The government is to consider forcing supermarkets and suppliers to follow Tesco’s lead, by making them reveal their individual contributions to food waste.
Speaking in a Westminster debate, Defra minister Rory Stewart admitted there was a “good argument” for forcing retailers and manufacturers to reveal their figures, so they could be “named and shamed.”
MPs praised Tesco, the first retailer to reveal its individual contribution to food waste from its stores and DCs, but said the Courtauld agreement should be re-written so that other companies were forced to follow suit.
“At the moment, a composite result is announced, so we do not know who the good guys and the bad guys are,” said Kerry McCarthy, Labour MP for Bristol East.
“If companies were named and shamed, that would encourage the worst performers to follow the example set by the best performers.”
McCarthy also slammed what she called the “miniscule” target for reducing manufacturing and retail waste by 3% from 2013-2015 under phase 3 of the Courtauld agreement, even though an update by Wrap earlier in the year showed that the industry was in danger of missing the target.
“The first year’s results show little change against that minuscule target, although signatories have reported a doubling in the food provided for redistribution,” said McCarthy. “Those targets simply are not ambitious enough to drive the reduction that is needed. It should also be possible under Courtauld to see how well individual supermarkets and manufacturers are performing against the targets.”
Stewart said he would look again at whether the industry targets on food waste went far enough, but backed McCarthy’s call for individual reporting.
“Her argument, which was about transparency and specificity—how on earth are we supposed to hold people to account if we cannot work out how much individual people are doing?—seems to me to be a good one,” he said.
Stewart said it was important that targets on food waste were “feasible and affordable,” admitting “there will always be a tendency on the part of any Government, whether the previous Labour Government or ours, to set targets that are achievable. Equally, we need to be pushed to work harder; we need ambitious targets to make us get out of bed in the morning and shove towards them. I am happy to sit down and examine those targets in detail and talk through the constraints.”
Stewart also stressed that half of all food waste, amounting to 7 million tonnes of food a year, was produced by households rather than retailers or suppliers.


[Problem to work on]: Give back only the lines in the records below from the one with "Identify the location of text: 1.0." to the one with "The height and width of the screenshot is (622, 1097).", both inclusive, word for word.

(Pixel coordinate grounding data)
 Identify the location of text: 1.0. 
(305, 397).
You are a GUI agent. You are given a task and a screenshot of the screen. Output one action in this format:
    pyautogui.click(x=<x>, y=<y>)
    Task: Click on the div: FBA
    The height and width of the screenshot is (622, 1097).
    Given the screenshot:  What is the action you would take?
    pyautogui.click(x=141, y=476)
==
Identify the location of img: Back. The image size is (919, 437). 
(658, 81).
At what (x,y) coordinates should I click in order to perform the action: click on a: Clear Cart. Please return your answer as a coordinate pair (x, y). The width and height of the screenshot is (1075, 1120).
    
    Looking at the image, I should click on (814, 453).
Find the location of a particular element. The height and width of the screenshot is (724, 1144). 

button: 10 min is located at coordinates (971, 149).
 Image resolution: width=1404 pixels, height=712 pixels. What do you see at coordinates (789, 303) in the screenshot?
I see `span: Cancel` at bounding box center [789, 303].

[Answer box]:
 Identify the location of text: 1.0. 
(305, 397).
You are a GUI agent. You are given a task and a screenshot of the screen. Output one action in this format:
    pyautogui.click(x=<x>, y=<y>)
    Task: Click on the div: FBA
    The height and width of the screenshot is (622, 1097).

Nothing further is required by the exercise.